Emma McLellan is a staff member from MIT and is also a print maker. Her inspirations vary, from interior wallpaper designers, deformed hybrid animals and taxidermy displays. I wasn't there for the screen printing module for semester 1. But from what I've heard and seen, it is quick but also timely, making the actual print layer apparently doesn't take too long, but there is a lot of thought and preparation that goes into it. The process again, is something I'm unfamiliar with. But what makes Emma's work different is the fact that she also paints on these prints, or between layers. Screen printing is apparently good at getting on lots of different surfaces. Over the past ten years, Emma has been working on wooden panels and paper. She also keeps visual diaries handy and collects patterned wallpaper and fabrics with the possibility of maybe using these in her future works, by combining them with images of old paintings which she has appropriated. I see her interest in certain patterns relate closely to the clothing and decorative qualities of the Victorian/renaissance era. I like how she has incorporated the two by adding the pattern to the subject's clothing. It's something I've thought about before, because that's what I think of when I see those designs as well. I just haven't seen this plan in action until now. The rest of her works that look at the manipulation of animals are also quite interestng, the wallpaper patterns fused with the silhouettes of different animals were like optical illusions, it took me a while to tell the difference between the negative space and where the subject began.
Xavier Meade is a Mexican artist who also works in screen printing. Not only did his collection of posters come from his interest in the Cuban/Mexican revolution, I see he also had a passion for working with people from his native homeland, the poster series that came to Te Tuhi Gallery was put together by 12 artists, all from New Zealand, Mexico and Cuba. He also exhibited in all three countries.He also talked about the struggles that some of the artists faced in South America, how they had to improvise during the screen printing process because they had limited resources. Some even went as far as taking the glass window from one of their doors in order to make the print. It was inspiring to see that even though they come from a country that is behind in the latest technology they make do with what they have and are still able to produce decent posters. Xavier talked about how in Mexico, literacy is still a problem, so the storytelling with their posters have more to do with the images than the text. I think by doing this, the viewer doesn't lose focus of the cultural context, if anything it makes people think more in order to decode the meaning of the image.
"Santisima Virgen de la Barrikadas" by Xavier Meade
(You can see Xavier carries on this tradition in his own work.)
The closest I have gotten to printmaking in my own work was the very basic kind where you don't rely on the help of computers, or silkscreens. Wooden boards are used and the image is etched into it back to front with the details reversed. The results with this kind of printing however doesn't give you the result you were hoping for, the layer of ink rolled onto it may be even but you can't guarantee that all of the ink will transfer to your chosen surface. Aquatint printing would be similar to what I am talking about.
David Hockney is also a print maker, he used the aquatint method for his "Blue Guitar" series. Aquatint is a kind of printing process where the end result has a watercolour effect. From what I have seen, it starts out with a copper plate with an image etched into it. The artist will then cover this plate with acrylics or powdered resins that have been dissolved in methylated spirits and then take the plate through a small rolling machine covering the wet surface with the material they want the print on.
"Figure with Still Life" by David Hockney, 1976/77 (Etching and aquatint)
"What is this Picasso" by David Hockney, 1976/77 (Etching and aquatint)
Links
Xavier Meade
Aquatint print making process
David Hockney
Thanks Rose, some good commentary on the lectures themselves and further thoughts about the printing process. I would have liked you to develop the conversation either in the realm of the decorative (as in Emma's work) or politics (as in Xavier's), but you have chosen to talk more about the process of printing, which is interesting too.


* [Work task]: Would you restate all the entries exactly, leaving nothing out?

* [Data section]:

________________________

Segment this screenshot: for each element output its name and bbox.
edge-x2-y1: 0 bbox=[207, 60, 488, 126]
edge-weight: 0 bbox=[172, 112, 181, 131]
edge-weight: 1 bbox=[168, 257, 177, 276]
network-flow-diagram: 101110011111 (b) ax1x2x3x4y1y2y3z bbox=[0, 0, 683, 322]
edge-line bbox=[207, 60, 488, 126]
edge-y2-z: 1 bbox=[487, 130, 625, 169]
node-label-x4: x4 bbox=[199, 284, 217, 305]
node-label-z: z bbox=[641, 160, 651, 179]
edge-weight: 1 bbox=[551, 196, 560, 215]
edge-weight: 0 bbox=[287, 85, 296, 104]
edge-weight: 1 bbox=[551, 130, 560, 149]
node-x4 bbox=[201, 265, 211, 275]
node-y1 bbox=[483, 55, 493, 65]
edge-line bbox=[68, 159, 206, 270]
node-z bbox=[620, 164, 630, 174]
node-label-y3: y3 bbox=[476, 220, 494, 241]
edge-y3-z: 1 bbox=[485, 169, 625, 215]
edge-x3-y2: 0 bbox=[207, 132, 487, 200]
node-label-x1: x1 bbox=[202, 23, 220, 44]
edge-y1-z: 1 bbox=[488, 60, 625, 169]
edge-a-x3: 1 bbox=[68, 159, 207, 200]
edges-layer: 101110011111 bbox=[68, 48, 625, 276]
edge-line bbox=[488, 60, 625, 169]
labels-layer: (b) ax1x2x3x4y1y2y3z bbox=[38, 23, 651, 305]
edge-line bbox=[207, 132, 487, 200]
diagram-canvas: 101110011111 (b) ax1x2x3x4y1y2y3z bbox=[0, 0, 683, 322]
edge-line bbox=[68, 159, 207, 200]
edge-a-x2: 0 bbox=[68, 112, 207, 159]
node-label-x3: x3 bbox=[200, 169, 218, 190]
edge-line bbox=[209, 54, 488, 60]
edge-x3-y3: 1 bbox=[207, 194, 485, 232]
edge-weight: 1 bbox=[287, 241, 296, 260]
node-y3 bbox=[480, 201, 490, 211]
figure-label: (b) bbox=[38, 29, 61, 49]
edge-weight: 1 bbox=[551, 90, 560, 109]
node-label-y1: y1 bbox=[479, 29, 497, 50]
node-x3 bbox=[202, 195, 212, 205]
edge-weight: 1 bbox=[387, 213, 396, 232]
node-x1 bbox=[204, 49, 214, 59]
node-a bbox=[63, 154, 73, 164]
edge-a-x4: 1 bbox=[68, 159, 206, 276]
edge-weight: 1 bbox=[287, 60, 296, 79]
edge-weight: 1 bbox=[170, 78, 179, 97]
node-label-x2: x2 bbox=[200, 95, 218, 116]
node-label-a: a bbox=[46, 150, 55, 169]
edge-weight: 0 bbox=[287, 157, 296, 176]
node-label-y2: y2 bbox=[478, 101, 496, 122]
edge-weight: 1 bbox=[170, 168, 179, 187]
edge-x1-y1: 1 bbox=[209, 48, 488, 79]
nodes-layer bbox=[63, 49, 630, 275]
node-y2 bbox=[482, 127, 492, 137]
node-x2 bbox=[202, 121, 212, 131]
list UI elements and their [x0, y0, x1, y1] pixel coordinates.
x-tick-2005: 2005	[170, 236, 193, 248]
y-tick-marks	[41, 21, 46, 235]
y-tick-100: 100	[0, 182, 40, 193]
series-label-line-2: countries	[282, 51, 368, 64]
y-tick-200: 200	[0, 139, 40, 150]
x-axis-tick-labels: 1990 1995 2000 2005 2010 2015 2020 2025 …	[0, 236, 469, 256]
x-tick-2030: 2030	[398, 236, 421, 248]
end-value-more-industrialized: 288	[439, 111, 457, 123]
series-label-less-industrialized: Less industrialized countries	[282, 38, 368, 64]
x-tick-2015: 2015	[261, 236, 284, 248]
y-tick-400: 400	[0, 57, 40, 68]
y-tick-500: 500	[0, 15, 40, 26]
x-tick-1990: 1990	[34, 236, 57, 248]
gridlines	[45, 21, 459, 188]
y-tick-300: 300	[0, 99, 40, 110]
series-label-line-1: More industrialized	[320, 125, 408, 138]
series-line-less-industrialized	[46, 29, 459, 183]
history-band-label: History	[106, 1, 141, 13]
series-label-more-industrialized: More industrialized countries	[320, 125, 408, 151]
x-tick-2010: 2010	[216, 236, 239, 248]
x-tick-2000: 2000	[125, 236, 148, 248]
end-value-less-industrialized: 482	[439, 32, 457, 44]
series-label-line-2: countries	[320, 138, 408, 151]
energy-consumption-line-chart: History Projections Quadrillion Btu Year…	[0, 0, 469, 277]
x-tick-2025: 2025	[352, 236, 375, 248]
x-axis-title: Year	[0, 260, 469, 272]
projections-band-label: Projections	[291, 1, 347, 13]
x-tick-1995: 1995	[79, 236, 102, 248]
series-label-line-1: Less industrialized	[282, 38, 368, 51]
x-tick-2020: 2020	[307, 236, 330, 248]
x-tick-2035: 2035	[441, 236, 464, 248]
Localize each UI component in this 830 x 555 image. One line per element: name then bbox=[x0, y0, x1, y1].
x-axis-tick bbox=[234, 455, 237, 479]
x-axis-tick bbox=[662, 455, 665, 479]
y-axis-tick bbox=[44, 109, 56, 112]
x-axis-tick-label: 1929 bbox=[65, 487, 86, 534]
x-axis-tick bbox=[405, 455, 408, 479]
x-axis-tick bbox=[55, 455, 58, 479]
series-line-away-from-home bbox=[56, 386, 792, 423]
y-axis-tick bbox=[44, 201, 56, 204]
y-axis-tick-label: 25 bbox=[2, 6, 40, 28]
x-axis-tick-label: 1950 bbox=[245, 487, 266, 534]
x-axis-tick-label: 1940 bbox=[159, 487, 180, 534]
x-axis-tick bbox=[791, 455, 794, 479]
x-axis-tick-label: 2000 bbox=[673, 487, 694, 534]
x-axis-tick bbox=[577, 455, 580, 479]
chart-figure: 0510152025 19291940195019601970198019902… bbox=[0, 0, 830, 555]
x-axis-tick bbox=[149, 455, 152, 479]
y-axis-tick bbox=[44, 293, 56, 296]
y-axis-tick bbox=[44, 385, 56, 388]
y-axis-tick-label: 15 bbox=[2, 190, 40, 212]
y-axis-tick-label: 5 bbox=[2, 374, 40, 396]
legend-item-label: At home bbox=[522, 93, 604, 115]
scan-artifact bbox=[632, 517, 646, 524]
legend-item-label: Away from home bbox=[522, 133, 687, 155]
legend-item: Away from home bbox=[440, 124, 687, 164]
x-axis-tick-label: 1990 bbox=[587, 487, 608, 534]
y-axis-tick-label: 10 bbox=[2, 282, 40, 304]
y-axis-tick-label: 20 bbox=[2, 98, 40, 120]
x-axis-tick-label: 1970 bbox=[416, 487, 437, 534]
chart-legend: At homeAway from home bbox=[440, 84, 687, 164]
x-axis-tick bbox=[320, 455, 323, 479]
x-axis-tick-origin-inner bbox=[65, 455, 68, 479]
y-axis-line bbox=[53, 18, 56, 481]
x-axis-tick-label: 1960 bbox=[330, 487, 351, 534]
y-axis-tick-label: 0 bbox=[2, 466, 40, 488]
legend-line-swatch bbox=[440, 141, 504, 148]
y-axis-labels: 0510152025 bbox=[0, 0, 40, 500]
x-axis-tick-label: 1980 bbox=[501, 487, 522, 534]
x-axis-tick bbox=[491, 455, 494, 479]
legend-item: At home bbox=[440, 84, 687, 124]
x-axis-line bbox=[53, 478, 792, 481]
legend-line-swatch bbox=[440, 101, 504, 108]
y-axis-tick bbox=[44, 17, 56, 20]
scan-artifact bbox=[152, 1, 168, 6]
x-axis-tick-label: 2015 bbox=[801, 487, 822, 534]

________________________

* [Result]:
Segment this screenshot: for each element output its name and bbox.
edge-x2-y1: 0 bbox=[207, 60, 488, 126]
edge-weight: 0 bbox=[172, 112, 181, 131]
edge-weight: 1 bbox=[168, 257, 177, 276]
network-flow-diagram: 101110011111 (b) ax1x2x3x4y1y2y3z bbox=[0, 0, 683, 322]
edge-line bbox=[207, 60, 488, 126]
edge-y2-z: 1 bbox=[487, 130, 625, 169]
node-label-x4: x4 bbox=[199, 284, 217, 305]
node-label-z: z bbox=[641, 160, 651, 179]
edge-weight: 1 bbox=[551, 196, 560, 215]
edge-weight: 0 bbox=[287, 85, 296, 104]
edge-weight: 1 bbox=[551, 130, 560, 149]
node-x4 bbox=[201, 265, 211, 275]
node-y1 bbox=[483, 55, 493, 65]
edge-line bbox=[68, 159, 206, 270]
node-z bbox=[620, 164, 630, 174]
node-label-y3: y3 bbox=[476, 220, 494, 241]
edge-y3-z: 1 bbox=[485, 169, 625, 215]
edge-x3-y2: 0 bbox=[207, 132, 487, 200]
node-label-x1: x1 bbox=[202, 23, 220, 44]
edge-y1-z: 1 bbox=[488, 60, 625, 169]
edge-a-x3: 1 bbox=[68, 159, 207, 200]
edges-layer: 101110011111 bbox=[68, 48, 625, 276]
edge-line bbox=[488, 60, 625, 169]
labels-layer: (b) ax1x2x3x4y1y2y3z bbox=[38, 23, 651, 305]
edge-line bbox=[207, 132, 487, 200]
diagram-canvas: 101110011111 (b) ax1x2x3x4y1y2y3z bbox=[0, 0, 683, 322]
edge-line bbox=[68, 159, 207, 200]
edge-a-x2: 0 bbox=[68, 112, 207, 159]
node-label-x3: x3 bbox=[200, 169, 218, 190]
edge-line bbox=[209, 54, 488, 60]
edge-x3-y3: 1 bbox=[207, 194, 485, 232]
edge-weight: 1 bbox=[287, 241, 296, 260]
node-y3 bbox=[480, 201, 490, 211]
figure-label: (b) bbox=[38, 29, 61, 49]
edge-weight: 1 bbox=[551, 90, 560, 109]
node-label-y1: y1 bbox=[479, 29, 497, 50]
node-x3 bbox=[202, 195, 212, 205]
edge-weight: 1 bbox=[387, 213, 396, 232]
node-x1 bbox=[204, 49, 214, 59]
node-a bbox=[63, 154, 73, 164]
edge-a-x4: 1 bbox=[68, 159, 206, 276]
edge-weight: 1 bbox=[287, 60, 296, 79]
edge-weight: 1 bbox=[170, 78, 179, 97]
node-label-x2: x2 bbox=[200, 95, 218, 116]
node-label-a: a bbox=[46, 150, 55, 169]
edge-weight: 0 bbox=[287, 157, 296, 176]
node-label-y2: y2 bbox=[478, 101, 496, 122]
edge-weight: 1 bbox=[170, 168, 179, 187]
edge-x1-y1: 1 bbox=[209, 48, 488, 79]
nodes-layer bbox=[63, 49, 630, 275]
node-y2 bbox=[482, 127, 492, 137]
node-x2 bbox=[202, 121, 212, 131]
list UI elements and their [x0, y0, x1, y1] pixel coordinates.
x-tick-2005: 2005	[170, 236, 193, 248]
y-tick-marks	[41, 21, 46, 235]
y-tick-100: 100	[0, 182, 40, 193]
series-label-line-2: countries	[282, 51, 368, 64]
y-tick-200: 200	[0, 139, 40, 150]
x-axis-tick-labels: 1990 1995 2000 2005 2010 2015 2020 2025 …	[0, 236, 469, 256]
x-tick-2030: 2030	[398, 236, 421, 248]
end-value-more-industrialized: 288	[439, 111, 457, 123]
series-label-less-industrialized: Less industrialized countries	[282, 38, 368, 64]
x-tick-2015: 2015	[261, 236, 284, 248]
y-tick-400: 400	[0, 57, 40, 68]
y-tick-500: 500	[0, 15, 40, 26]
x-tick-1990: 1990	[34, 236, 57, 248]
gridlines	[45, 21, 459, 188]
y-tick-300: 300	[0, 99, 40, 110]
series-label-line-1: More industrialized	[320, 125, 408, 138]
series-line-less-industrialized	[46, 29, 459, 183]
history-band-label: History	[106, 1, 141, 13]
series-label-more-industrialized: More industrialized countries	[320, 125, 408, 151]
x-tick-2010: 2010	[216, 236, 239, 248]
x-tick-2000: 2000	[125, 236, 148, 248]
end-value-less-industrialized: 482	[439, 32, 457, 44]
series-label-line-2: countries	[320, 138, 408, 151]
energy-consumption-line-chart: History Projections Quadrillion Btu Year…	[0, 0, 469, 277]
x-tick-2025: 2025	[352, 236, 375, 248]
x-axis-title: Year	[0, 260, 469, 272]
projections-band-label: Projections	[291, 1, 347, 13]
x-tick-1995: 1995	[79, 236, 102, 248]
series-label-line-1: Less industrialized	[282, 38, 368, 51]
x-tick-2020: 2020	[307, 236, 330, 248]
x-tick-2035: 2035	[441, 236, 464, 248]
Localize each UI component in this 830 x 555 image. One line per element: name then bbox=[x0, y0, x1, y1].
x-axis-tick bbox=[234, 455, 237, 479]
x-axis-tick bbox=[662, 455, 665, 479]
y-axis-tick bbox=[44, 109, 56, 112]
x-axis-tick-label: 1929 bbox=[65, 487, 86, 534]
x-axis-tick bbox=[405, 455, 408, 479]
x-axis-tick bbox=[55, 455, 58, 479]
series-line-away-from-home bbox=[56, 386, 792, 423]
y-axis-tick bbox=[44, 201, 56, 204]
y-axis-tick-label: 25 bbox=[2, 6, 40, 28]
x-axis-tick-label: 1950 bbox=[245, 487, 266, 534]
x-axis-tick-label: 1940 bbox=[159, 487, 180, 534]
x-axis-tick bbox=[791, 455, 794, 479]
x-axis-tick-label: 2000 bbox=[673, 487, 694, 534]
x-axis-tick bbox=[577, 455, 580, 479]
chart-figure: 0510152025 19291940195019601970198019902… bbox=[0, 0, 830, 555]
x-axis-tick bbox=[149, 455, 152, 479]
y-axis-tick bbox=[44, 293, 56, 296]
y-axis-tick bbox=[44, 385, 56, 388]
y-axis-tick-label: 15 bbox=[2, 190, 40, 212]
y-axis-tick-label: 5 bbox=[2, 374, 40, 396]
legend-item-label: At home bbox=[522, 93, 604, 115]
scan-artifact bbox=[632, 517, 646, 524]
legend-item-label: Away from home bbox=[522, 133, 687, 155]
legend-item: Away from home bbox=[440, 124, 687, 164]
x-axis-tick-label: 1990 bbox=[587, 487, 608, 534]
y-axis-tick-label: 10 bbox=[2, 282, 40, 304]
y-axis-tick-label: 20 bbox=[2, 98, 40, 120]
x-axis-tick-label: 1970 bbox=[416, 487, 437, 534]
chart-legend: At homeAway from home bbox=[440, 84, 687, 164]
x-axis-tick bbox=[320, 455, 323, 479]
x-axis-tick-origin-inner bbox=[65, 455, 68, 479]
y-axis-line bbox=[53, 18, 56, 481]
x-axis-tick-label: 1960 bbox=[330, 487, 351, 534]
y-axis-tick-label: 0 bbox=[2, 466, 40, 488]
legend-line-swatch bbox=[440, 141, 504, 148]
y-axis-labels: 0510152025 bbox=[0, 0, 40, 500]
x-axis-tick-label: 1980 bbox=[501, 487, 522, 534]
x-axis-tick bbox=[491, 455, 494, 479]
legend-item: At home bbox=[440, 84, 687, 124]
x-axis-line bbox=[53, 478, 792, 481]
legend-line-swatch bbox=[440, 101, 504, 108]
y-axis-tick bbox=[44, 17, 56, 20]
scan-artifact bbox=[152, 1, 168, 6]
x-axis-tick-label: 2015 bbox=[801, 487, 822, 534]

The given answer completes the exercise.